Save yourself a headache and use btrfs/zfs with periodically checks as suggested in another post.
Who cares if it is a problem or not when it has a simple and inexpensive solution.
Comment on Is bit rot really a threat that I should worry about?
mouse@midwest.social 1 year agoThat is a very good question, it makes me think of better organization for my data. Data such as task lists, and daily notes aren’t necessarily very important, while family photos and documents would be more important.
Save yourself a headache and use btrfs/zfs with periodically checks as suggested in another post.
Who cares if it is a problem or not when it has a simple and inexpensive solution.

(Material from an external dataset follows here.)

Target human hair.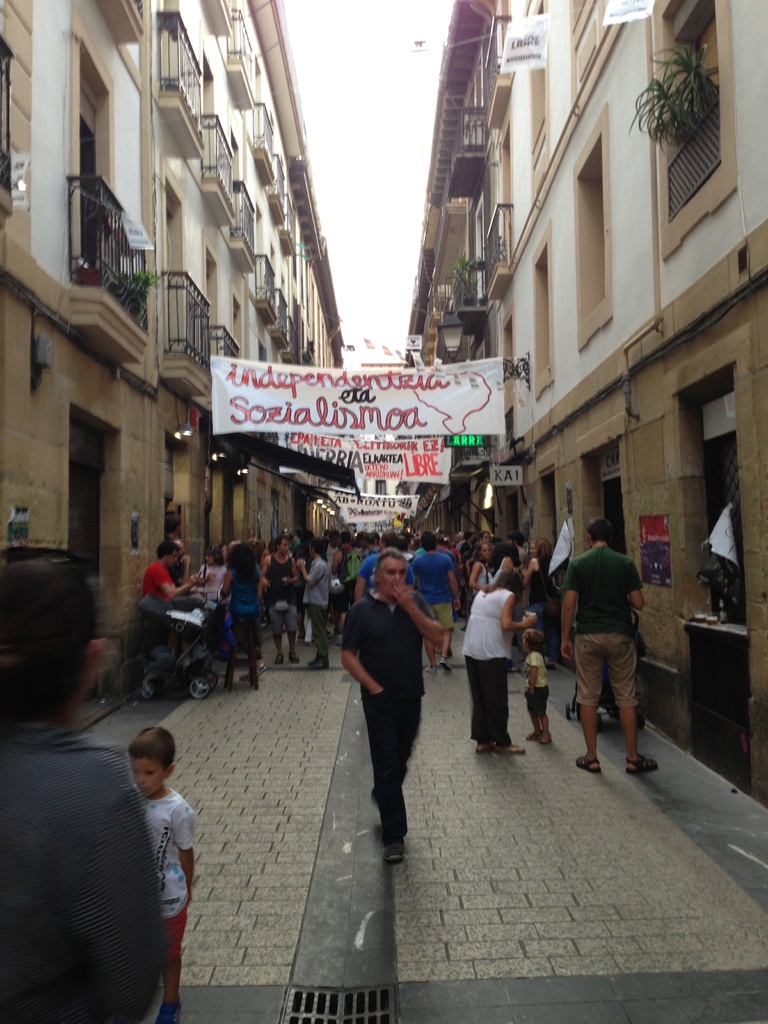
Target region: {"left": 487, "top": 541, "right": 522, "bottom": 571}.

SeriousBug@infosec.pub 1 year ago
For any family photos and documents you can’t afford to lose, make sure you have backups of it. A RAID array does not mean you don’t need backups: you want at least 3 copies, at least one offsite.
The copy in your RAID array is one copy. You can back that up to an external hard drive or something as a second copy. Then have an offsite backup on something like Backblaze as your third copy.
mouse@midwest.social 1 year ago
Thanks for the reassurance. What I currently have is exactly that, RAID for the local data, and a spare drive that is mounted and unmount when data is backed up, and that is rsynced offsite to a cloud provider. I figured that my current setup was really reliable as I had slowly been researching and working on this over a few years.
I have a sort of itch to play with a mini PC, I guess it would be best not to hurt any of my important data by downgrading the setup, however this is a good time to really sort and figure out what I need and is important and what isn’t as important and can be reobtained if something fails on the mini PC.